The difference between Kinder Morgan and Williams on the one hand and Energy Transfer on the other is that the Energy Transfer family on the whole is still growing plenty fast enough to sustain the lopsided incentives. Despite their toll, ETP still managed to increase its quarterly distribution nearly 9% year-over-year recently. And with ETE’s own payout surging 37% annually even before the partnership deploys a $2 billion buyback, founder, CEO and leading unitholder Kelcy Warren is making way too much money to call this ballgame.

Instead, ETE keeps offering ETP short-term relief in exchange for much more lucrative longer-term concessions. Recently, the subsidiary partnership won some breathing room by selling to its parent the bulk of its own incentive distribution rights from Sunoco Logistics (NYSE: SXL). It may soon repeat that trick with IDRs backed by Sunoco’s (NYSE: SUN) filling stations.

But mergers and acquisitions by affiliates are ETE’s real bread and butter, because these cause the affiliates to issue more equity, often increasing their total IDR burden in the process as was the case in the ETP/Regency merger.

“It is not a good thing for an MLP to be our size with their family and pretty much all of the family members without the correct combination of M&A and organic growth,” Warren said on a recent conference call. And all I could think of was Warren force feeding “family members” so as to make foie gras from their livers.

If that’s a disturbing image, so is the concept of incentive distribution rights, used to quietly funnel an ever growing proportion of an MLP’s cash flow to its sponsor. The sponsor, aka the general partner, makes the decisions on investments and acquisitions that risk limited partners’ capital while guaranteeing itself a distributions boost.
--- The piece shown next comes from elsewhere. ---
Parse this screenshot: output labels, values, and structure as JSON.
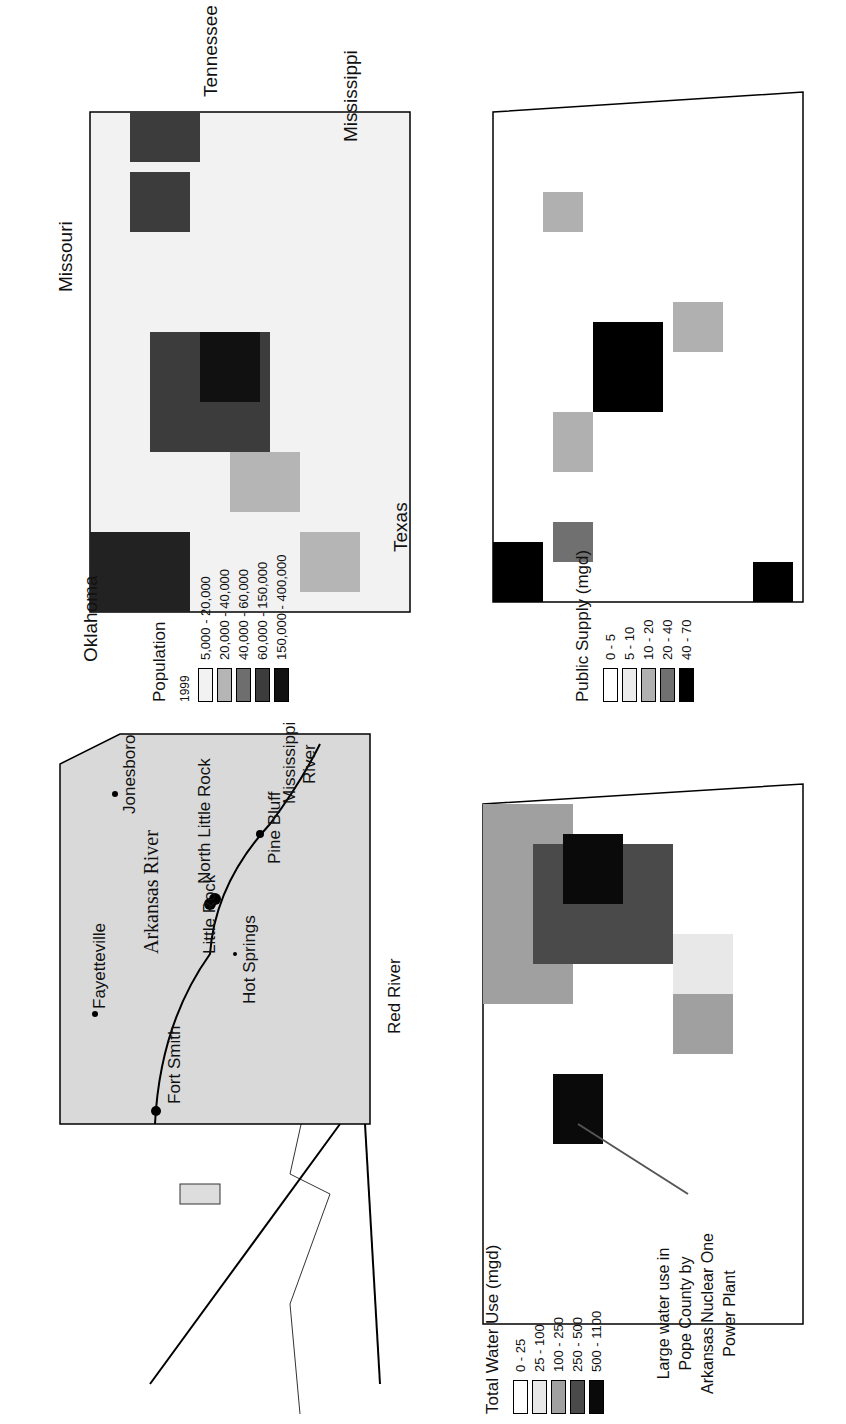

And the executives making the decisions are inevitably heavily invested in the sponsor’s equity.

It’s an ethically dubious scheme notwithstanding all the small-print disclosures, with terrible optics and great abuse potential.
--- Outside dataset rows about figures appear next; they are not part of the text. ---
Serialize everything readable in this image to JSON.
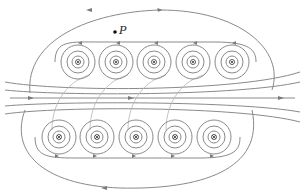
{
  "diagram": {
    "point_label": "P",
    "point": {
      "x": 115,
      "y": 32
    },
    "colors": {
      "field_line": "#8a8a8a",
      "arrow": "#7a7a7a",
      "conductor": "#333333",
      "point": "#111111",
      "background": "#ffffff"
    },
    "top_row": {
      "direction": "out-of-page",
      "symbol": "dot",
      "y": 62,
      "x": [
        78,
        116,
        154,
        193,
        232
      ]
    },
    "bottom_row": {
      "direction": "into-page",
      "symbol": "cross",
      "y": 137,
      "x": [
        59,
        97,
        136,
        175,
        214
      ]
    },
    "ring_radii": [
      6,
      11,
      17
    ]
  }
}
In its first-quarter results, Energy Transfer Partners reported net income attributable to partners of $281 million. But common unitholders’ interest in that came to a loss of $48 million, because all of net income and then some was promptly passed on to ETE. That means ETP’s limited partners were paid their distribution entirely from amortization, which while a noncash cost is still a real one, because amortized assets will eventually need to be replaced.
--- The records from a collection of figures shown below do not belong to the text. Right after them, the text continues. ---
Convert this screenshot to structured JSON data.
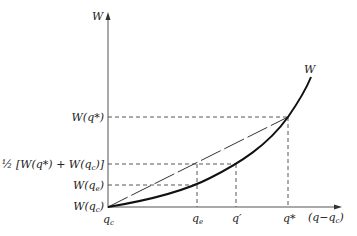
{
  "diagram": {
    "type": "welfare curve with chord (convexity illustration)",
    "axes": {
      "y_label": "W",
      "x_label": "(q−q",
      "x_label_sub": "c",
      "x_label_close": ")",
      "origin_label": "q",
      "origin_label_sub": "c"
    },
    "curve_label": "W",
    "y_ticks": [
      {
        "id": "w_qstar",
        "text": "W(q*)"
      },
      {
        "id": "half",
        "text": "½ [W(q*) + W(q",
        "sub": "c",
        "close": ")]"
      },
      {
        "id": "w_qe",
        "text": "W(q",
        "sub": "e",
        "close": ")"
      },
      {
        "id": "w_qc",
        "text": "W(q",
        "sub": "c",
        "close": ")"
      }
    ],
    "x_ticks": [
      {
        "id": "qe",
        "text": "q",
        "sub": "e"
      },
      {
        "id": "qprime",
        "text": "q′"
      },
      {
        "id": "qstar",
        "text": "q*"
      }
    ],
    "colors": {
      "curve": "#111111",
      "axes": "#555555",
      "dashed": "#444444"
    }
  }
}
It’s tough to work up too much indignation over an MLP with a 7% yield and a payout growing almost 9% annually, even if there’s financial engineering involved. On the whole, the Energy Transfer family offers an unmatched combination of scale and growth, no matter how skewed in ETE’s favor. And as we’ve seen with Kinder Morgan and now with Williams, when the IDRs do finally turn into too much of a drag, the resolution needn’t be a painful one.

What’s a little painful already is watching a brilliant strategist like Warren play what amounts to a shell game with the H units, the I units and all the other gimmicks that conceal the severe long-term tilt of the arrangements in favor of ETE at the expense of ETP.   

He’ll eventually tire of this. But maybe not until he gets much richer.